Last week I went 'back and forth' in a thread with several people who felt that Clinton's vote on the AUMF removed her from consideration for their vote and ultimately doomed her candidacy. Obama has clearly distinguished his position from hers in this campaign based on his 2002 opposition to the war. Further some supporters in the thread I reference endorse his votes to continue funding of the war, one stating starkly...
However, since the war HAD been waged, the ensuing funding was NOT an option because that funding was NOT about supporting Bush and/or the war, it was about supporting the TROOPS.
Damn it, it's SO simple and it has driven me nuts for the past nearly half a decade that we've been in this war explaining this which should be so incredibly easy to understand to so many who are so incredibly DENSE.
"NO WAR = NO FUNDING FOR THAT WAR."
Now...I am not writing this because I was called 'incredibly DENSE'...I've been called worse...however, I think we were close to making some progress...when unfortunately the thread came to an end.
In the last debate I recall Hillary identifying areas of common ground between the two candidates...I just don't know why she didn't also refer to their views on the war.
To save time I will post a part of my reply to the poster who reached conclusions about my mass per unit volume (density).
Access to the fuller discussion is here:
http://www.dailykos.com/...
Here is the post
Alternatively...no funding == no war
Anyway...because you say it is so simple I will go through this quickly.
In 2002 Obama spoke out against the war... in that speech he said:
Let’s fight to make sure that the UN inspectors can do their work
http://en.wikisource.org/...
However ..the chief inspector Hans Blix believed, based on his previous interactions with Saddam, that inspections would not be meaningful absent the threat of force...and yes he expressed his opinion prior to the AUMF vote.
Some quotes from his book and discussion of it are here.
http://www.theleftcoaster.com/...
Here is a little bit of it.
In summary, Hans Blix, certainly no fan of the U.S. invasion of Iraq, repeatedly explains that a credible threat of force against Iraq was critical to get inspectors back into Iraq under conditions that were set by the UN (not by Iraq). He says "I did not see that increasing military pressure and readiness for armed action necessarily excluded a desire for a peaceful solution"
And of course this latter point was the view of Kerry, Clinton and others.
There has been a lot of back and forth regarding Obama's access to intelligence reports and whether he would have voted differently if he had known differently...however let's ignore all that...and just lay out this simpler question...
Given Obama's policy objective of having an effective inspections regime, might he have voted differently if he had a chance to talk to Blix about the realities of dealing with Saddam Hussein on this issue?
One would hope he would have taken the views of someone with Blix's experience and expertise quite seriously...(and would in the future if he is president)
So yes it is simple...as Josh Marshall noted...you'd have to be obtuse not to recognize that supporting the AUMF was consistent with wanting inspections to go forward in order to achieve a peaceful resolution to the situation.
But many fans of Obama's rhetoric sneer at the statements of those who on the Senate floor at the time expressed their views on the difficult decision they had to make (and of course that he did not have to make) and on what they were trying to accomplish with their votes.
Veering off topic a bit, Obama himself will scale up and down the vehemence with which he criticizes those who voted for the AUMF...
There's more but you can check if it interests you because it does veer of the main point I want to make.
Clinton, disappointingly, has pulled a Kerry...Kerry did not respond to the 'I was for it before I was against' comment and it painted him for the whole campaign...he could have easily said...'there were two bills, one was a good one and one was a bad one'...perhaps he thought none of us had watched 'schoolhouse rock'
Anyway it seems...Hillary can and should say that she and Obama shared the same goal...a strong inspection regime..but that he did not have the full information on how best to implement it...
The votes for continued funding (i.e. the commonality of their records since he joined the Senate) are of course another point of common ground. But the argument that ...since the war has begun...it is incumbent for them to support 'it'..despite my denseness, I disagree.
That view...completely swallows the Bush rhetoric on 'supporting the troops'? though consistent with the 'zeitgeist' it represents political cowardice by both...
Certainly at some point they both came around to the alternative view...though so far with little effect..except on the common rhetoric of their campaigns to work to end the war.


Search the records for "bottom" and copy each line that holds it.

Start of AVAILABLE DATA

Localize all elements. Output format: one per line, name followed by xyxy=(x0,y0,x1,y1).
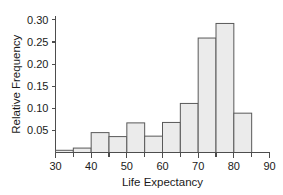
y-tick-label: 0.30 xyxy=(27,14,48,26)
y-axis-tick-labels: 0.050.100.150.200.250.30 xyxy=(27,14,48,136)
x-tick-label: 60 xyxy=(156,160,168,172)
histogram-bar xyxy=(180,103,198,152)
histogram-bar xyxy=(145,136,163,152)
x-axis-title: Life Expectancy xyxy=(122,176,203,188)
histogram-bar xyxy=(91,133,109,153)
histogram-bar xyxy=(216,23,234,152)
histogram-bar xyxy=(127,123,145,153)
x-tick-label: 90 xyxy=(263,160,275,172)
histogram-figure: 0.050.100.150.200.250.30 Relative Freque… xyxy=(0,0,283,195)
y-tick-label: 0.10 xyxy=(27,102,48,114)
histogram-bar xyxy=(73,148,91,152)
histogram-svg: 0.050.100.150.200.250.30 Relative Freque… xyxy=(0,0,283,195)
histogram-bar xyxy=(109,137,127,153)
x-tick-label: 80 xyxy=(228,160,240,172)
histogram-bar xyxy=(234,113,252,152)
histogram-bars xyxy=(56,23,252,152)
y-tick-label: 0.25 xyxy=(27,36,48,48)
x-axis-group: 30405060708090 Life Expectancy xyxy=(49,153,275,188)
y-axis-title: Relative Frequency xyxy=(10,34,22,133)
y-tick-label: 0.20 xyxy=(27,58,48,70)
x-axis-ticks xyxy=(56,153,270,158)
y-tick-label: 0.15 xyxy=(27,80,48,92)
y-axis-ticks xyxy=(52,20,56,130)
histogram-bar xyxy=(163,122,181,152)
x-tick-label: 40 xyxy=(85,160,97,172)
x-axis-tick-labels: 30405060708090 xyxy=(49,160,275,172)
histogram-bar xyxy=(198,38,216,152)
x-tick-label: 50 xyxy=(121,160,133,172)
x-tick-label: 70 xyxy=(192,160,204,172)
y-tick-label: 0.05 xyxy=(27,124,48,136)
plot-area xyxy=(56,23,252,152)
y-axis-group: 0.050.100.150.200.250.30 Relative Freque… xyxy=(10,14,56,153)
x-tick-label: 30 xyxy=(49,160,61,172)
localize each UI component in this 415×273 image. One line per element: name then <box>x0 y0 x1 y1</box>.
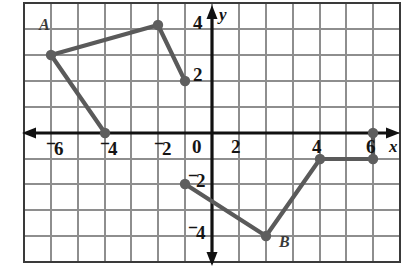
y-axis-name: y <box>219 6 227 23</box>
vertex-point <box>261 231 271 241</box>
x-tick-value: 6 <box>54 138 64 159</box>
vertex-point <box>46 50 56 60</box>
vertex-point <box>153 20 163 30</box>
figure-a-polyline <box>51 25 185 133</box>
x-tick-label-2: 2 <box>231 137 241 156</box>
x-axis-name: x <box>389 138 398 155</box>
y-tick-label-2: 2 <box>193 65 203 84</box>
point-label-b: B <box>279 234 290 250</box>
vertex-point <box>180 76 190 86</box>
x-tick-label-neg4: ⁻4 <box>100 137 118 158</box>
y-axis <box>207 5 218 266</box>
y-tick-label-4: 4 <box>193 13 203 32</box>
y-tick-label-neg4: ⁻4 <box>188 221 206 242</box>
y-axis-top-arrow <box>207 5 218 19</box>
y-tick-value: 2 <box>196 170 206 191</box>
coordinate-plane-figure: ⁻6 ⁻4 ⁻2 0 2 4 6 4 2 ⁻2 ⁻4 y x A B <box>0 0 415 273</box>
y-tick-value: 4 <box>196 222 206 243</box>
y-axis-bottom-arrow <box>207 252 218 266</box>
x-tick-value: 4 <box>108 138 118 159</box>
x-tick-label-neg2: ⁻2 <box>154 137 172 158</box>
x-tick-label-neg6: ⁻6 <box>46 137 64 158</box>
y-tick-label-neg2: ⁻2 <box>188 169 206 190</box>
point-label-a: A <box>39 17 50 33</box>
x-tick-label-4: 4 <box>312 137 322 156</box>
x-tick-label-6: 6 <box>366 137 376 156</box>
x-tick-value: 2 <box>162 138 172 159</box>
x-tick-label-zero: 0 <box>192 137 202 156</box>
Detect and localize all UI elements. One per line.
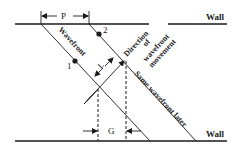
- wavefront-diagram: Wall Wall P Wavefront Same wavefront lat…: [0, 0, 245, 164]
- point-2-dot: [96, 31, 101, 36]
- point-2-label: 2: [103, 25, 108, 35]
- top-wall-label: Wall: [206, 12, 225, 22]
- direction-label: Direction of wavefront movement: [122, 29, 178, 70]
- bottom-wall-label: Wall: [206, 129, 225, 139]
- point-1-label: 1: [67, 61, 72, 71]
- wavefront-label: Wavefront: [57, 25, 89, 58]
- gap-label: G: [108, 126, 115, 136]
- distance-arrow: L: [95, 58, 113, 76]
- later-wavefront-label: Same wavefront later: [133, 69, 190, 129]
- point-1-dot: [72, 58, 77, 63]
- distance-label: L: [96, 61, 106, 71]
- period-bracket: P: [41, 11, 89, 24]
- top-wall: Wall: [15, 12, 227, 24]
- gap-indicator: G: [83, 126, 141, 136]
- bottom-wall: Wall: [15, 129, 227, 141]
- period-label: P: [61, 11, 66, 21]
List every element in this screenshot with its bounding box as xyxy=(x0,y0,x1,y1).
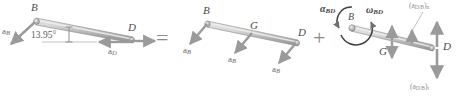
adb-t-sub: D/B xyxy=(416,85,425,91)
alpha-subscript: BD xyxy=(326,7,336,15)
point-label-b-middle: B xyxy=(203,5,210,16)
vector-label-a-d-left: aD xyxy=(108,47,117,57)
vector-sub-a-b-left: B xyxy=(6,29,10,36)
vector-sub-a-d-left: D xyxy=(112,49,117,56)
arrow-a-b-at-b xyxy=(190,24,207,44)
point-label-d-left: D xyxy=(128,22,136,33)
adb-n-sub: D/B xyxy=(415,4,424,10)
point-label-g-middle: G xyxy=(250,20,258,31)
point-label-d-middle: D xyxy=(298,27,306,38)
equals-operator: = xyxy=(156,27,168,49)
vector-sub-a-b-at-b: B xyxy=(187,48,191,55)
omega-subscript: BD xyxy=(373,8,383,16)
vector-sub-a-b-at-d: B xyxy=(276,67,280,74)
panel-middle-graphics xyxy=(190,21,300,63)
alpha-bd-label: αBD xyxy=(320,4,335,15)
vector-label-a-b-at-b: aB xyxy=(183,46,191,56)
vector-label-a-b-at-g: aB xyxy=(228,55,236,65)
point-label-b-left: B xyxy=(31,2,38,13)
adb-n-comp: n xyxy=(427,4,430,10)
component-label-adb-n: (aD/B)n xyxy=(409,2,429,11)
relative-acceleration-figure: B D aB aD 13.95° = B G D aB aB aB + αBD … xyxy=(0,0,466,99)
omega-bd-label: ωBD xyxy=(366,5,383,16)
leader-adb-n xyxy=(412,12,423,31)
plus-operator: + xyxy=(313,27,325,49)
vector-sub-a-b-at-g: B xyxy=(232,57,236,64)
pin-b-right xyxy=(349,25,355,31)
point-label-g-right: G xyxy=(379,46,387,57)
arrow-a-b-at-d xyxy=(279,43,296,63)
pin-d-right xyxy=(429,45,434,50)
arrow-a-b-at-g xyxy=(235,33,252,53)
component-label-adb-t: (aD/B)t xyxy=(410,83,429,92)
point-label-b-right: B xyxy=(348,12,354,22)
figure-graphics xyxy=(0,0,466,99)
vector-label-a-b-left: aB xyxy=(2,27,10,37)
adb-t-comp: t xyxy=(428,85,430,91)
angle-label: 13.95° xyxy=(31,31,56,41)
point-label-d-right: D xyxy=(443,41,451,52)
vector-label-a-b-at-d: aB xyxy=(272,65,280,75)
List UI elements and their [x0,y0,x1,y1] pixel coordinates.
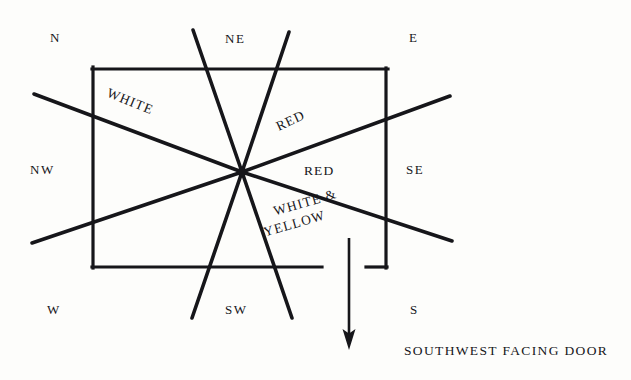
ray-ne-left [193,30,242,172]
ray-w-outer [32,172,242,243]
compass-label-southwest: SW [225,303,248,316]
compass-label-northwest: NW [30,163,55,176]
ray-s-right [242,172,292,318]
compass-label-southeast: SE [406,163,424,176]
compass-label-south: S [410,303,419,316]
door-caption: SOUTHWEST FACING DOOR [404,344,608,358]
compass-room-diagram [0,0,631,380]
door-direction-arrow [343,238,356,350]
compass-label-east: E [409,31,419,44]
compass-center-node [237,167,246,176]
ray-ne-right [242,32,289,172]
compass-label-west: W [47,303,61,316]
ray-e-outer [242,96,450,172]
ray-sw-left [192,172,242,318]
zone-label-red-lower: RED [304,164,334,178]
compass-label-north: N [50,31,61,44]
diagram-canvas: N NE E NW SE W SW S WHITE RED RED WHITE … [0,0,631,380]
compass-label-northeast: NE [225,32,246,45]
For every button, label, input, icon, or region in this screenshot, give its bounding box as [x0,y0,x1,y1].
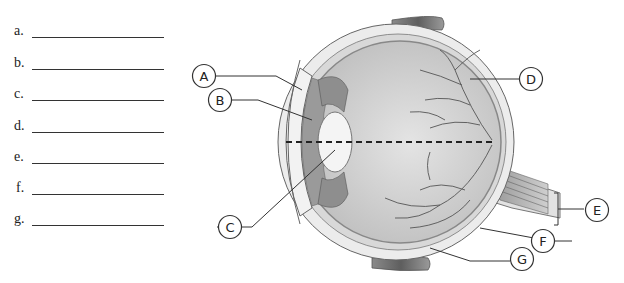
svg-text:A: A [200,69,209,84]
svg-text:C: C [225,220,234,235]
eye-diagram: A B C D E F G [0,0,624,283]
svg-text:D: D [526,72,536,87]
label-C: C [219,216,242,239]
label-B: B [209,89,232,112]
svg-text:B: B [216,93,225,108]
label-F: F [532,230,555,253]
svg-text:E: E [593,203,601,218]
label-G: G [511,248,534,271]
label-A: A [193,65,216,88]
svg-text:G: G [517,252,527,267]
label-E: E [586,199,609,222]
label-D: D [520,68,543,91]
svg-text:F: F [539,234,546,249]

End of AVAILABLE DATA

◆ **RESPONSE BELOW**:
y-axis-bottom-arrow <box>207 252 218 266</box>
- bottom-wall-label: Wall: [206, 129, 225, 139]
- bottom-wall: Wall: [15, 129, 227, 141]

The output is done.